As Schwab reached out to Erotigo's partner companies in the adult entertainment for guidance on how to navigate business obstacles unique to the sector, she discovered that the tech and porn business cultures contrasted in ways she hadn't expected. "I was really shocked at how people were treating me in the wireless technology world as compared to the adult world," she recalls, "The adult world was so uniformly open and supportive in allowing access to not only who they are but everything they know. They've taught me so much, and the fact that I happen to be a female CEO means nothing to them—they aren't treating me differently. In the technology world, it's a much tougher battle," she says, noting the prominence of female entrepreneurs in the adult industry such as Danni Ashe of "Danni's Hard Drive," and Falcon Foto founder Gail Harris.
After months of battling porn-shy VCs, Schwab and her team shifted fundraising gears to instead focus on pooling resources from groups of potential angel investors, hoping that individuals would have greater freedom to make investment choices that might generate unfavorable PR consequences for larger firms.

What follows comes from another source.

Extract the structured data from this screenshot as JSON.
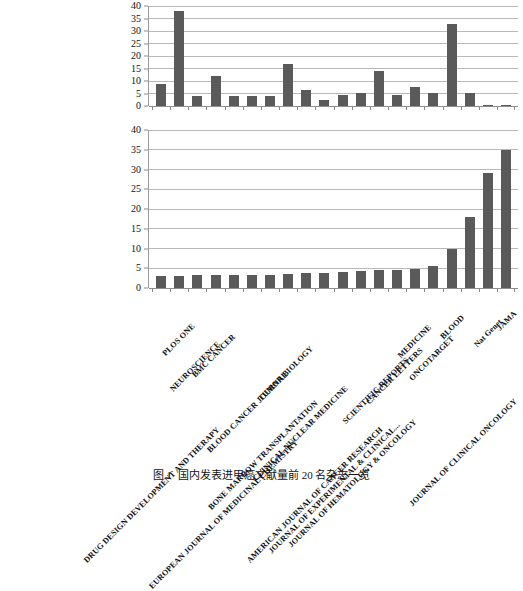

As tech industry fortunes took a sharp turn for the gutter, many of the VC firms Schwab had once courted soon found their portfolios teeming with unsustainable casualties of the dot-com bust. Some of the incubators themselves shut doors. But, as the effects of the crash ripple outward, Schwab says some of the more squeamish VCs have begun to display a pragmatic, though unexpected, change of heart. “They’ve started to come around and say, ‘You know, we get it now. You have a real business model. All the other companies we were incubating … well, they didn’t,’” she says. “Some of the potential angels we’re talking with now are actually VCs we met during the original process who said, ‘Look, I know this is a cash-rich business. My firm still can’t be involved in this … but I want to.”
Erotigo’s prospects are anything but certain, and painfully prolonged woes in capital markets for tech ventures aren’t making the fundraising process any easier. But if the adult entertainment industry's role in proliferating e-commerce and driving consumer web adoption is any precedent, the opportunities for wireless porn companies like Erotigo could be great. Schwab hasn’t dulled the entrepreneurial flame, and hopes to close an angel-led round within months -- fueled in part by a well-received beta release, and shifting attitudes toward the company’s controversial nature. Including that of her grandmother.
“My 82-year old grandmother, who's a little behind the times, thought porn was illegal,” Schwab explains. “She was the only family member who didn’t support me for the longest time -- not for prudish reasons, but because she thought what I was doing was against the law, and that I might end up in jail. She kept saying, ‘Oooh, I hope those VC’s don’t fund you!’ When we finally convinced her that porn isn’t a crime, she’d say, “Don’t forget to tell me how the next angel investor meeting goes, Stephanie! Good luck!”